Don't just slap on a chatbot: building AI that works before you ask
Stop bolting chat onto products — proactive, context-aware AI that acts inside the existing workflow beats reactive chatbots.
Personality Driven Development: Exploring the Frontier of Agents with Attitude
Giving agents explicit forms and personalities is great branding and onboarding shorthand but inherits decades of human anthropomorphic expectations you must manage.
Shipping something to someone always wins — Kenneth Auchenberg (ex. Stripe, VSCode)
Build for sub-day OODA feedback loops with named real users — continuously viable products beat big-bang launches, especially in AI where iteration speed is the moat.
Designing AI To Scale Human Thought — Jun Yu Tan, Tusk
AI products that augment human thinking (blind-spot detection, cognitive partnership, proactive guidance) beat those that automate the human out of the loop.
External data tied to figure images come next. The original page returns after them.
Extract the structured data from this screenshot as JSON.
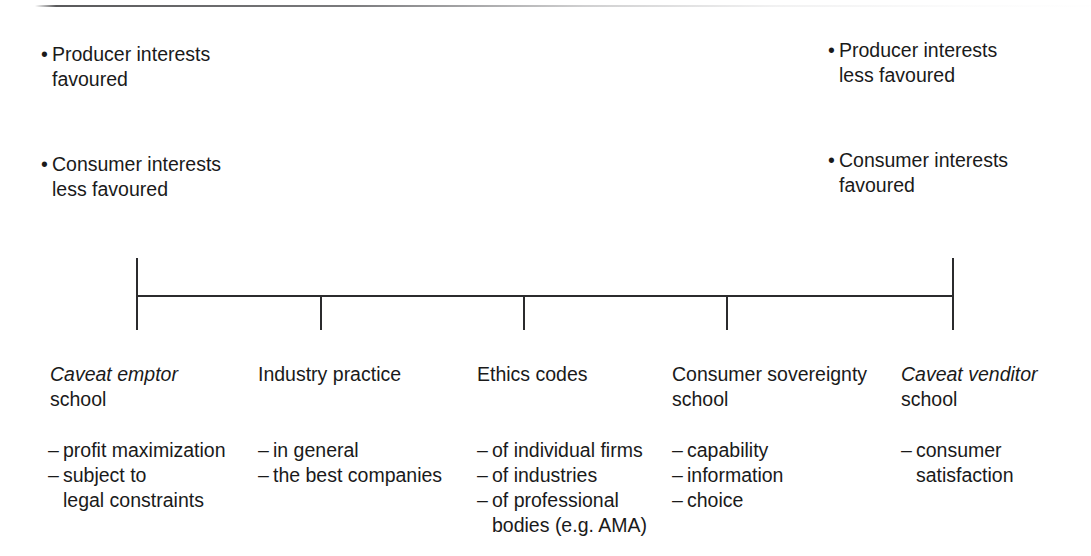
{
  "figure": {
    "scale_endpoints": {
      "left": {
        "bullets": [
          {
            "line1": "Producer interests",
            "line2": "favoured"
          },
          {
            "line1": "Consumer interests",
            "line2": "less favoured"
          }
        ]
      },
      "right": {
        "bullets": [
          {
            "line1": "Producer interests",
            "line2": "less favoured"
          },
          {
            "line1": "Consumer interests",
            "line2": "favoured"
          }
        ]
      }
    },
    "bullet_marker": "•",
    "dash_marker": "–",
    "axis": {
      "tick_count": 5,
      "line_color": "#2b2b2d"
    },
    "columns": [
      {
        "title": "Caveat emptor",
        "title_italic": true,
        "subtitle": "school",
        "details": [
          {
            "text": "profit maximization"
          },
          {
            "text": "subject to",
            "continuation": "legal constraints"
          }
        ]
      },
      {
        "title": "Industry practice",
        "title_italic": false,
        "subtitle": "",
        "details": [
          {
            "text": "in general"
          },
          {
            "text": "the best companies"
          }
        ]
      },
      {
        "title": "Ethics codes",
        "title_italic": false,
        "subtitle": "",
        "details": [
          {
            "text": "of individual firms"
          },
          {
            "text": "of industries"
          },
          {
            "text": "of professional",
            "continuation": "bodies (e.g. AMA)"
          }
        ]
      },
      {
        "title": "Consumer sovereignty",
        "title_italic": false,
        "subtitle": "school",
        "details": [
          {
            "text": "capability"
          },
          {
            "text": "information"
          },
          {
            "text": "choice"
          }
        ]
      },
      {
        "title": "Caveat venditor",
        "title_italic": true,
        "subtitle": "school",
        "details": [
          {
            "text": "consumer",
            "continuation": "satisfaction"
          }
        ]
      }
    ]
  }
}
Your AI Agent Isn't an Engineer: The Art of Thoughtful Anthropomorphism
Stop marketing AI agents as engineers — frame them as augmentation tools with transparent capabilities and limitations to build durable developer trust.
Invisible Users, Invisible Interfaces: Accelerating Design Iteration with AI Simulation - Alex Liss
Simulated user personas can give designers an inner feedback loop that surfaces friction across a category at scale before any human user study runs.
Build Dynamic Products, and Stop the AI Sideshow — Eliza Cabrera (Workday) + Jeremy Silva (Freeplay)
Differentiated AI products integrate AI directly into core product strategy via a crawl-walk-run progression, not via quarantined 'AI features' that fail to solve real customer pain.